Eve Bowman lived in an old farmhouse, all whitewashed walls and traditional slate roof, same as all the other houses in the area. Underbarrow fell within the Lake District National Park boundary so she was limited in what she could do to the exterior of the house. ‘Restrict unwelcome change’ was what the National Park Authority called it, which Poe believed was just an excuse to make everything look like a Beatrix Potter film set. Tradition was OK, but not at the expense of the people who lived there.

A tumble of outbuildings and a bunch of chickens roaming in the old farmyard completed what was a lovely, isolated property. Poe imagined coming back to Cumbria had been a big deal for Eve. She’d probably yearned to return but hadn’t wanted to cope with being a curiosity. The sole survivor of an infamous massacre. Someone to point at and whisper about. Underbarrow was far enough away from Keswick for her to start again, while still having the fells and lakes that she’d have fallen in love with as a child.

Eve Bowman was thirty-two years old but looked younger.
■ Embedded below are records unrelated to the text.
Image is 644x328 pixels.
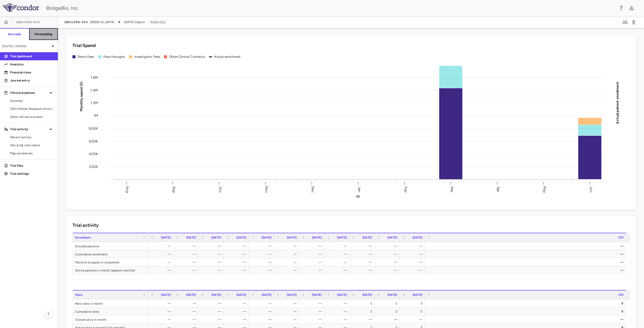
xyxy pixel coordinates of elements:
div: — [379,250,397,258]
div: 1 [354,299,372,308]
tspan: 600K [89,139,98,143]
div: — [253,242,271,250]
span: QBGJ398-304 [64,20,88,24]
span: [MEDICAL_DATA] [90,20,114,25]
div: Actual enrollment [214,55,241,59]
div: — [329,315,347,323]
span: [DATE] [388,236,397,239]
div: Patients dropped or completed [73,258,148,266]
h6: Forecasting [35,32,52,36]
div: 5 [429,299,624,308]
tspan: 1M [93,114,98,118]
text: Jun [589,187,593,192]
p: Clinical expenses [10,91,48,95]
div: 1 [354,308,372,315]
div: — [404,250,422,258]
div: — [404,258,422,266]
text: May [542,186,547,193]
div: — [253,250,271,258]
div: — [304,308,322,315]
span: [DATE] [161,236,171,239]
span: [DATE] [312,236,322,239]
div: — [354,266,372,274]
text: Oct [218,186,222,192]
p: [DATE] (Open) [2,44,50,49]
div: — [379,315,397,323]
span: LTD [618,236,624,239]
div: — [329,308,347,315]
div: — [228,299,246,308]
div: — [278,266,296,274]
div: — [178,308,196,315]
tspan: 1.6M [91,75,98,80]
div: — [203,258,221,266]
div: — [354,250,372,258]
span: Map procedures [10,151,54,156]
div: Cumulative sites [73,308,148,315]
text: Feb [404,186,408,192]
text: Mar [450,186,454,192]
p: Read-only [148,20,167,25]
span: [DATE] [211,293,221,297]
div: — [153,258,171,266]
div: — [228,308,246,315]
span: [DATE] [186,293,196,297]
text: 25 [356,195,360,198]
div: — [153,250,171,258]
span: [DATE] [287,236,296,239]
div: — [429,266,624,274]
p: Trial settings [10,172,54,176]
div: — [178,258,196,266]
div: — [304,250,322,258]
span: [DATE] [337,236,347,239]
div: — [354,242,372,250]
div: — [153,242,171,250]
span: [DATE] [186,236,196,239]
div: — [429,242,624,250]
span: [DATE] [287,293,296,297]
p: Journal entry [10,78,54,83]
span: CRO Premier Research International LLC [10,106,54,111]
div: — [278,308,296,315]
span: [DATE] [261,236,271,239]
div: — [304,258,322,266]
text: Jan [357,187,362,192]
div: — [253,308,271,315]
tspan: 200K [89,165,98,169]
div: — [253,299,271,308]
tspan: 1.4M [90,88,98,92]
span: Summary [10,99,54,103]
span: [DATE] [413,293,422,297]
tspan: Monthly spend ($) [79,81,83,111]
div: — [278,315,296,323]
div: — [379,266,397,274]
span: Enrollment [75,236,91,239]
div: — [203,242,221,250]
div: — [329,258,347,266]
tspan: Actual patient enrollment [615,81,619,124]
h6: Accruals [8,32,21,36]
div: 2 [379,308,397,315]
div: — [253,266,271,274]
div: 3 [404,299,422,308]
div: — [228,258,246,266]
span: [DATE] [337,293,347,297]
text: Nov [265,186,269,193]
text: Sep [172,186,176,192]
div: — [329,299,347,308]
div: — [253,315,271,323]
div: — [178,266,196,274]
div: — [278,299,296,308]
tspan: 1.2M [91,101,98,105]
div: — [429,258,624,266]
text: Aug [125,186,129,192]
div: New sites in month [73,299,148,307]
span: LTD [618,293,624,297]
span: Sites [75,293,82,297]
div: — [404,266,422,274]
div: — [178,250,196,258]
span: [DATE] [161,293,171,297]
div: — [379,242,397,250]
div: — [329,242,347,250]
div: — [178,299,196,308]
She had watched them walk up the long and winding garden path from her front room, where she had been halfway through a strenuous yoga workout. She beat them to the front door and opened it as Poe was reaching for the bell. She wore black leggings, jade-green trainers and a matching vest. She was slightly out of breath. She was a tall, rangy woman and the muscle definition on her arms was perfect, suggesting she had played sport in her youth. A university sport, such as rowing or fencing. The kind you only ever saw during the opening week of the Olympics. Her face was free of makeup and her hair was pageboy short.
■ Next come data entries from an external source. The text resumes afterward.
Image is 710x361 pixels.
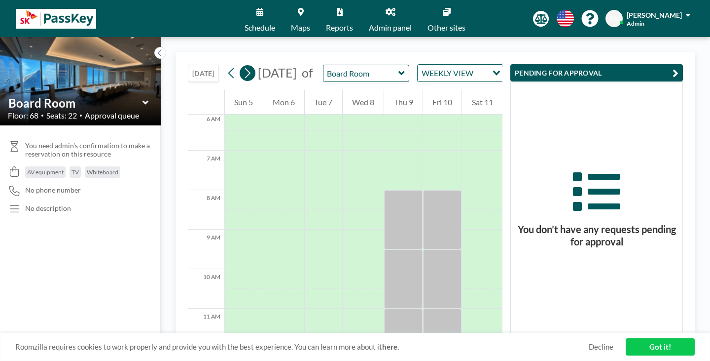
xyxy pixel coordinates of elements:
[511,223,683,248] h3: You don’t have any requests pending for approval
[418,65,503,81] div: Search for option
[188,308,224,348] div: 11 AM
[41,112,44,118] span: •
[8,111,38,120] span: Floor: 68
[511,64,683,81] button: PENDING FOR APPROVAL
[324,65,399,81] input: Board Room
[258,65,297,80] span: [DATE]
[610,14,619,23] span: SY
[87,168,118,176] span: Whiteboard
[188,269,224,308] div: 10 AM
[188,190,224,229] div: 8 AM
[25,141,153,158] span: You need admin's confirmation to make a reservation on this resource
[626,338,695,355] a: Got it!
[188,150,224,190] div: 7 AM
[188,229,224,269] div: 9 AM
[188,111,224,150] div: 6 AM
[627,20,645,27] span: Admin
[46,111,77,120] span: Seats: 22
[291,24,310,32] span: Maps
[382,342,399,351] a: here.
[428,24,466,32] span: Other sites
[326,24,353,32] span: Reports
[420,67,476,79] span: WEEKLY VIEW
[225,90,263,114] div: Sun 5
[85,111,139,120] span: Approval queue
[263,90,305,114] div: Mon 6
[589,342,614,351] a: Decline
[462,90,503,114] div: Sat 11
[15,342,589,351] span: Roomzilla requires cookies to work properly and provide you with the best experience. You can lea...
[25,185,81,194] span: No phone number
[188,65,219,82] button: [DATE]
[343,90,384,114] div: Wed 8
[302,65,313,80] span: of
[477,67,487,79] input: Search for option
[423,90,462,114] div: Fri 10
[305,90,342,114] div: Tue 7
[16,9,96,29] img: organization-logo
[72,168,79,176] span: TV
[369,24,412,32] span: Admin panel
[8,96,143,110] input: Board Room
[502,59,514,71] p: 9+
[27,168,64,176] span: AV equipment
[627,11,682,19] span: [PERSON_NAME]
[245,24,275,32] span: Schedule
[25,204,71,213] div: No description
[384,90,423,114] div: Thu 9
[79,112,82,118] span: •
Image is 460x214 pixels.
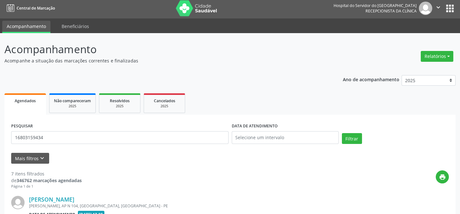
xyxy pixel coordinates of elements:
[17,178,82,184] strong: 346762 marcações agendadas
[342,133,362,144] button: Filtrar
[104,104,136,109] div: 2025
[435,171,449,184] button: print
[4,57,320,64] p: Acompanhe a situação das marcações correntes e finalizadas
[232,122,278,131] label: DATA DE ATENDIMENTO
[11,196,25,210] img: img
[148,104,180,109] div: 2025
[57,21,93,32] a: Beneficiários
[435,4,442,11] i: 
[2,21,50,33] a: Acompanhamento
[11,177,82,184] div: de
[4,41,320,57] p: Acompanhamento
[419,2,432,15] img: img
[54,104,91,109] div: 2025
[432,2,444,15] button: 
[11,171,82,177] div: 7 itens filtrados
[11,153,49,164] button: Mais filtroskeyboard_arrow_down
[39,155,46,162] i: keyboard_arrow_down
[333,3,416,8] div: Hospital do Servidor do [GEOGRAPHIC_DATA]
[365,8,416,14] span: Recepcionista da clínica
[29,196,74,203] a: [PERSON_NAME]
[232,131,338,144] input: Selecione um intervalo
[4,3,55,13] a: Central de Marcação
[17,5,55,11] span: Central de Marcação
[11,131,228,144] input: Nome, código do beneficiário ou CPF
[439,174,446,181] i: print
[11,184,82,189] div: Página 1 de 1
[420,51,453,62] button: Relatórios
[29,204,353,209] div: [PERSON_NAME], AP N 104, [GEOGRAPHIC_DATA], [GEOGRAPHIC_DATA] - PE
[343,75,399,83] p: Ano de acompanhamento
[11,122,33,131] label: PESQUISAR
[154,98,175,104] span: Cancelados
[54,98,91,104] span: Não compareceram
[110,98,130,104] span: Resolvidos
[444,3,455,14] button: apps
[15,98,36,104] span: Agendados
Poe hadn’t done the death knock since he was in uniform, and although he wasn’t there to tell Eve that someone she loved was dead, he had the same sense of unease. How did you tell someone the person who’d butchered her entire family might be back? During death notification training, it had been drummed into Poe that, apart from checking you were delivering the bad news to the right person, the most important thing to do was use plain language. Phrases like ‘I am very sorry to tell you that such-and-such is dead’, rather than phrases that could be misinterpreted like ‘passed away’ or ‘gone to a better place’. Although the reality was that you just had to find a way that worked, Poe had always tried to do as he’d been trained. So, after he had shown her his identification he said, ‘May I come in, Ms Bowman? I’m afraid I have some bad news.’
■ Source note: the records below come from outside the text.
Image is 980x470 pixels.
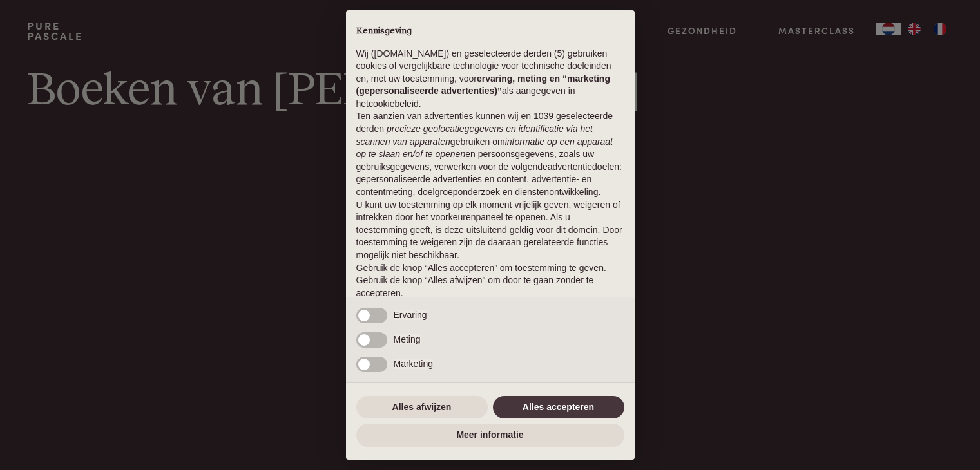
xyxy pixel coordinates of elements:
[548,161,619,174] button: advertentiedoelen
[356,124,593,147] em: precieze geolocatiegegevens en identificatie via het scannen van apparaten
[493,396,625,419] button: Alles accepteren
[356,47,625,111] p: Wij ([DOMAIN_NAME]) en geselecteerde derden (5) gebruiken cookies of vergelijkbare technologie vo...
[356,136,613,160] em: informatie op een apparaat op te slaan en/of te openen
[369,99,419,109] a: cookiebeleid
[393,359,433,369] span: Marketing
[393,334,421,344] span: Meting
[356,123,385,136] button: derden
[356,262,625,300] p: Gebruik de knop “Alles accepteren” om toestemming te geven. Gebruik de knop “Alles afwijzen” om d...
[356,73,610,97] strong: ervaring, meting en “marketing (gepersonaliseerde advertenties)”
[393,310,428,320] span: Ervaring
[356,424,625,447] button: Meer informatie
[356,110,625,198] p: Ten aanzien van advertenties kunnen wij en 1039 geselecteerde gebruiken om en persoonsgegevens, z...
[356,199,625,262] p: U kunt uw toestemming op elk moment vrijelijk geven, weigeren of intrekken door het voorkeurenpan...
[356,26,625,37] h2: Kennisgeving
[356,396,488,419] button: Alles afwijzen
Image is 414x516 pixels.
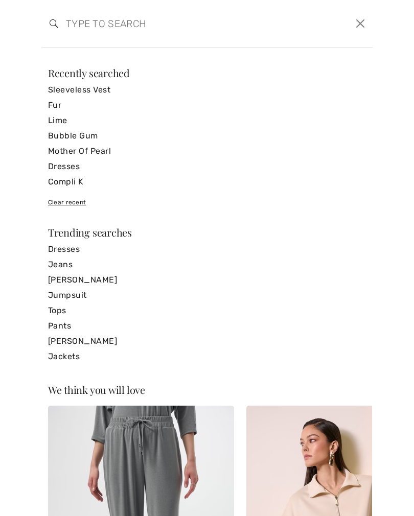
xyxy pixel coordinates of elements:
div: Clear recent [48,198,366,207]
a: [PERSON_NAME] [48,334,366,349]
div: Recently searched [48,68,366,78]
a: Sleeveless Vest [48,82,366,98]
input: TYPE TO SEARCH [58,8,285,39]
button: Close [353,15,369,32]
a: Tops [48,303,366,319]
a: [PERSON_NAME] [48,273,366,288]
a: Compli K [48,174,366,190]
a: Mother Of Pearl [48,144,366,159]
a: Jeans [48,257,366,273]
a: Pants [48,319,366,334]
div: Trending searches [48,228,366,238]
a: Dresses [48,242,366,257]
a: Bubble Gum [48,128,366,144]
img: search the website [50,19,58,28]
a: Fur [48,98,366,113]
a: Jackets [48,349,366,365]
a: Jumpsuit [48,288,366,303]
span: We think you will love [48,383,145,397]
a: Lime [48,113,366,128]
a: Dresses [48,159,366,174]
She clamped a hand over her mouth and Poe realised his mistake at once.

‘It’s not about your husband,’ he said quickly. ‘I’m sorry, I should have led with that.’

‘Thomas is OK?’

‘As far as I’m aware,’ Poe said. ‘He’s not here? I was hoping to speak to him too.’

‘He’s at work.’ She stared at Poe; her relief at her husband not being dead tempering what would have been wholly justified anger. ‘You’d better come in.’